Artificial intelligence is increasingly being used in rehabilitation.
Artificial intelligence and the question of the human being
Artificial intelligence is increasingly being used in rehabilitation. It can analyse movements, recognise patterns and provide feedback. What it cannot do is take responsibility or shape relationships.

Therapy is caught between stress and protection, and between progress and retreat at all times. These decisions are rarely unambiguous. They require experience, intuition and the ability to read non-verbal signals. This is precisely where humans remain indispensable. The future does not lie in replacing the therapist, but using technological asistance in a sensible way. AI can provide support – accountability remains with the practitioner.
Modern therapy teaches far more than just movement exercises.
Relationships as a key factor in the digital age
A common misconception is that relationships lose importance in digital settings. In actual fact, the opposite happens. The less context there is, the more important the quality of the relationship becomes.

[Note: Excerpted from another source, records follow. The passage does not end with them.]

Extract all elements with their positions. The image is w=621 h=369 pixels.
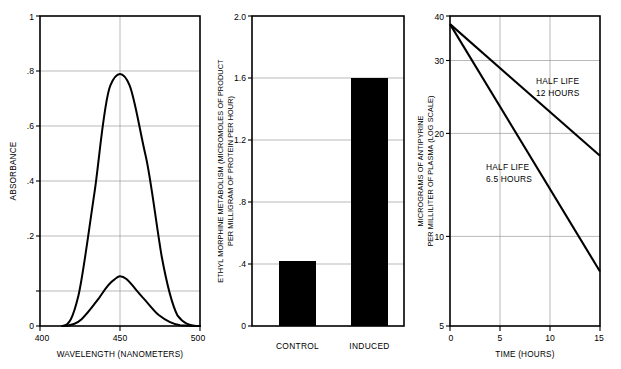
annotation-half-life-65-line2: 6.5 HOURS <box>486 174 532 184</box>
absorbance-x-axis-title: WAVELENGTH (NANOMETERS) <box>57 350 184 359</box>
absorbance-ytick-0: 0 <box>29 321 34 331</box>
category-label-induced: INDUCED <box>349 341 389 351</box>
absorbance-y-axis-title: ABSORBANCE <box>9 141 18 200</box>
annotation-half-life-65-line1: HALF LIFE <box>486 162 529 172</box>
metabolism-ytick-04: .4 <box>239 259 246 269</box>
absorbance-curve-induced <box>62 74 200 326</box>
metabolism-ytick-0: 0 <box>241 321 246 331</box>
antipyrine-x-axis-title: TIME (HOURS) <box>495 350 554 359</box>
figure-container: 1 .8 .6 .4 .2 0 400 450 500 WAVELENGTH (… <box>0 0 621 369</box>
annotation-half-life-65: HALF LIFE 6.5 HOURS <box>486 162 532 184</box>
antipyrine-xtick-15: 15 <box>594 333 604 343</box>
antipyrine-chart-svg: 40 30 20 10 5 HALF LIFE 12 HOURS HALF LI… <box>410 0 621 369</box>
antipyrine-ytick-30: 30 <box>434 56 444 66</box>
absorbance-chart-svg: 1 .8 .6 .4 .2 0 400 450 500 WAVELENGTH (… <box>0 0 210 369</box>
metabolism-y-axis-title-line1: ETHYL MORPHINE METABOLISM (MICROMOLES OF… <box>216 59 225 283</box>
metabolism-ytick-08: .8 <box>239 197 246 207</box>
panel-ethylmorphine-metabolism: 2.0 1.6 1.2 .8 .4 0 CONTROL INDUCED ETHY… <box>205 0 410 369</box>
metabolism-ytick-20: 2.0 <box>234 12 246 22</box>
absorbance-ytick-08: .8 <box>27 66 34 76</box>
absorbance-ytick-1: 1 <box>29 12 34 22</box>
absorbance-gridlines <box>40 16 200 326</box>
annotation-half-life-12-line2: 12 HOURS <box>536 88 580 98</box>
metabolism-ytick-16: 1.6 <box>234 73 246 83</box>
annotation-half-life-12-line1: HALF LIFE <box>536 76 579 86</box>
antipyrine-ytick-40: 40 <box>434 12 444 22</box>
antipyrine-y-axis-title-line1: MICROGRAMS OF ANTIPYRINE <box>416 115 425 226</box>
absorbance-xtick-450: 450 <box>113 333 128 343</box>
antipyrine-y-axis-title-line2: PER MILLILITER OF PLASMA (LOG SCALE) <box>426 95 435 246</box>
metabolism-chart-svg: 2.0 1.6 1.2 .8 .4 0 CONTROL INDUCED ETHY… <box>205 0 410 369</box>
absorbance-xtick-400: 400 <box>35 333 50 343</box>
category-label-control: CONTROL <box>276 341 319 351</box>
antipyrine-xtick-0: 0 <box>449 333 454 343</box>
absorbance-ytick-04: .4 <box>27 176 34 186</box>
antipyrine-xtick-5: 5 <box>498 333 503 343</box>
panel-antipyrine-decay: 40 30 20 10 5 HALF LIFE 12 HOURS HALF LI… <box>410 0 621 369</box>
panel-absorbance-spectrum: 1 .8 .6 .4 .2 0 400 450 500 WAVELENGTH (… <box>0 0 210 369</box>
antipyrine-xtick-10: 10 <box>545 333 555 343</box>
absorbance-ytick-02: .2 <box>27 231 34 241</box>
antipyrine-ytick-5: 5 <box>439 321 444 331</box>
metabolism-ytick-12: 1.2 <box>234 135 246 145</box>
metabolism-y-axis-title-line2: PER MILLIGRAM OF PROTEIN PER HOUR) <box>226 96 235 246</box>
decay-line-half-life-65 <box>450 24 600 271</box>
antipyrine-ytick-20: 20 <box>434 129 444 139</box>
absorbance-xtick-500: 500 <box>191 333 206 343</box>
absorbance-ytick-06: .6 <box>27 121 34 131</box>
annotation-half-life-12: HALF LIFE 12 HOURS <box>536 76 580 98</box>
antipyrine-ytick-10: 10 <box>434 232 444 242</box>
bar-induced <box>351 78 388 326</box>
bar-control <box>279 261 316 326</box>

A therapeutic relationship creates security. It facilitates learning, change and regulation. It is not a soft factor, but a neurobiological mechanism of action. Patients do not open up because an app demands it, but because they feel understood. In the digital age, this expertise is growing in visibility – and value.
The skills conveyed by therapy today
Modern therapy teaches far more than just movement exercises. It teaches skills that patients need in the long term:

• Self-regulation
• Realistic load appraisal
• Dealing with uncertainty
• Body awareness
• Confidence in one’s own ability to act

These skills extend beyond therapy. They are of central importance in a dynamic working and living environment.
Conclusion: The future of therapy is human
The digital era is not changing therapy at its core. It is making visible what therapy has always been: a companion to development. Therapists are not needed less, but more clearly.

They are development companions, translators, regulators and sources of orientation. Future-oriented pedagogy provides a framework for understanding this role – not as an add-on, but as a precise description of professional practice.

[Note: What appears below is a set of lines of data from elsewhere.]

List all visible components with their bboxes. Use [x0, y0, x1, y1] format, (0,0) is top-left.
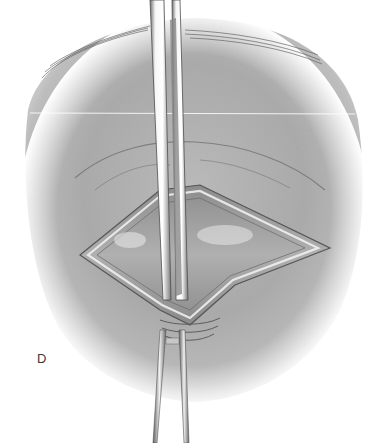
surgical-illustration: D	[0, 0, 389, 443]
illustration-canvas	[0, 0, 389, 443]
panel-label: D	[37, 352, 46, 365]
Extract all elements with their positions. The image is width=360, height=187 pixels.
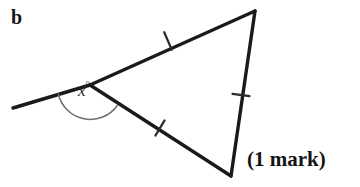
triangle-side-upper [90, 11, 255, 85]
geometry-figure: b x° (1 mark) [0, 0, 360, 187]
tick-mark-upper-side [164, 32, 172, 50]
angle-label-variable: x [78, 81, 86, 100]
triangle-side-lower [90, 85, 231, 176]
tick-mark-right-side [233, 94, 250, 96]
marks-label: (1 mark) [247, 149, 326, 170]
part-label-b: b [11, 7, 22, 27]
degree-symbol-icon: ° [86, 79, 90, 91]
angle-label: x° [78, 80, 90, 99]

The future of therapy is not digital or analogue. It is human, reflective and professional.

For me, future-oriented pedagogy does not mean preparing people for a very specific future, but accompanying them in such a way that they remain capable of dealing with uncertainty, change and physical transitions. Therapy is not a repair shop, but a learning space. Where people develop a renewed sense of trust in their bodies, future capability is created – quietly, through experience and for the long term.
The digital era is making visible what therapy has always been.
Author
Linda Kaiser
Head of Science & Communication, opta data Future Foundation
Linda Kaiser learned the healthcare profession from the ground up. As a physiotherapist, she worked in neurorehabilitation for over a decade and experienced first-hand the challenges and opportunities involved in caring for patients. In doing so, she recognised that physiotherapy can not only heal, but also sustainably shape the entire healthcare system – provided it has the right framework to do so. To play an active role in shaping this framework, she expanded her knowledge about the healthcare system and, alongside her practical work, completed a bachelor’s degree in Health and Social Management followed by a Master of Science in Public Health. This pathway enabled her to link theory with practice even more strongly, and to engage with the structural, political and economic challenges of physiotherapy. She now brings her professional expertise to her role as scientific director, overseeing academic management and future workshops at the opta data Zukunfts-Stiftung foundation. Here she analyses scientific studies, develops future strategies for healthcare and works with interdisciplinary teams to strengthen the future viability of the healthcare professions. In doing so, she employs the future compass, a tool developed by future psychologist Prof. Thomas Druyen, that enables systematic navigation through the challenges of the coming years.